▶ **What to work on**
No pictures go in the copy. Restate, word for word, each line from the one containing "At what (x,y)" through the last line below.

─── Data supplied ───

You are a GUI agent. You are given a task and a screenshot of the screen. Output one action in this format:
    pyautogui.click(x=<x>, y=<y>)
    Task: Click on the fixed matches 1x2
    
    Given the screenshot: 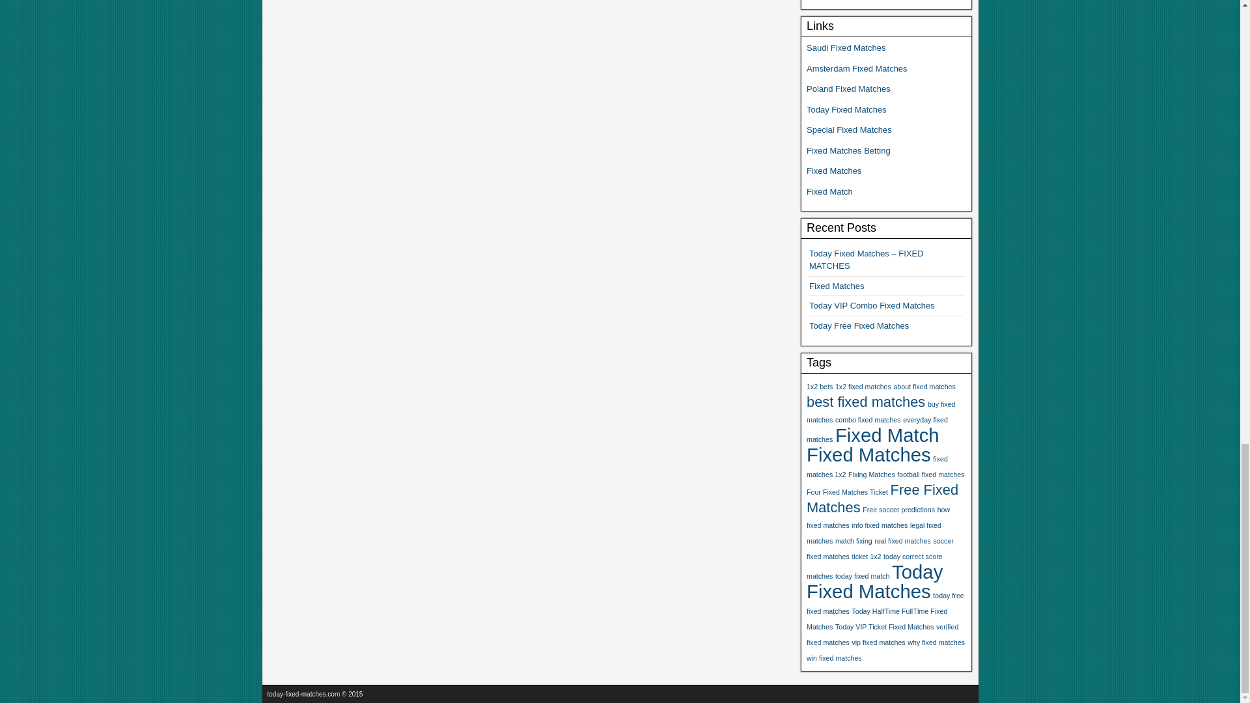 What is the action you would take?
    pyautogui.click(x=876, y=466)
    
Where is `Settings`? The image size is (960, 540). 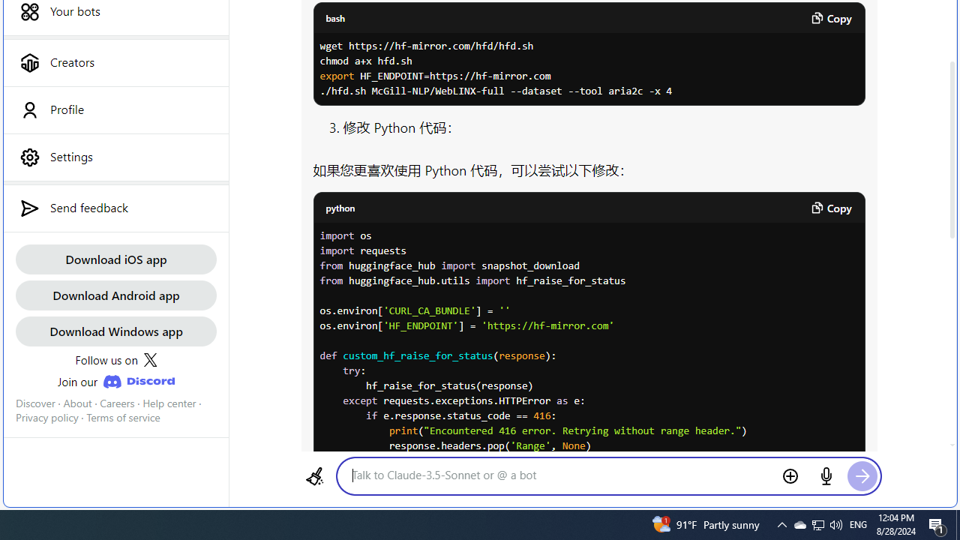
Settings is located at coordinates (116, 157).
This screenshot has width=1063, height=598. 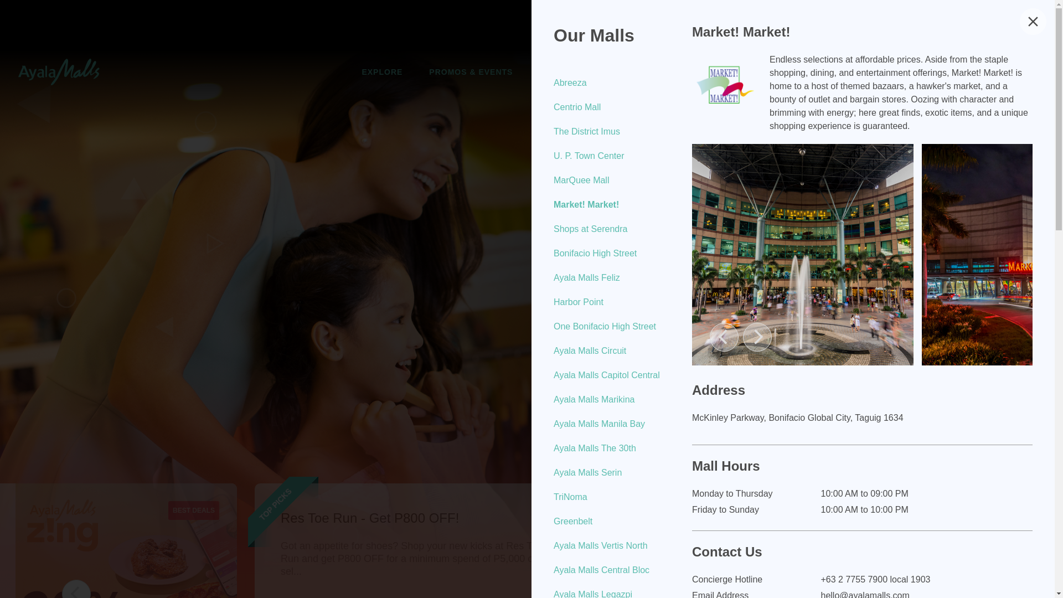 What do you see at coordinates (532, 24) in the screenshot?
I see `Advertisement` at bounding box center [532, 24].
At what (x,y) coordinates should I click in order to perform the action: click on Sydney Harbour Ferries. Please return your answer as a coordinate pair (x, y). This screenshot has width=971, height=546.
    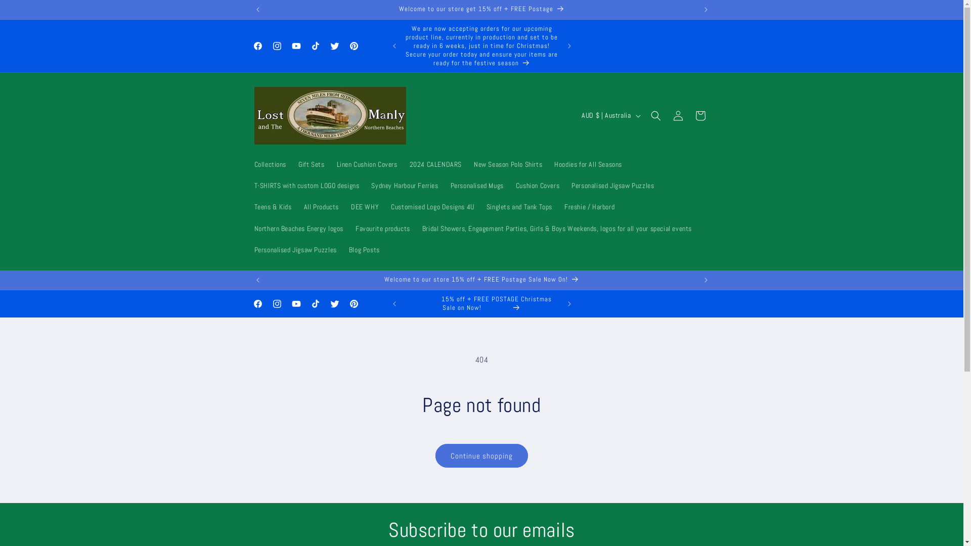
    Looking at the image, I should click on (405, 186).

───

▶ **Answer to the problem**
At what (x,y) coordinates should I click in order to perform the action: click on Sydney Harbour Ferries. Please return your answer as a coordinate pair (x, y). This screenshot has width=971, height=546.
    Looking at the image, I should click on (405, 186).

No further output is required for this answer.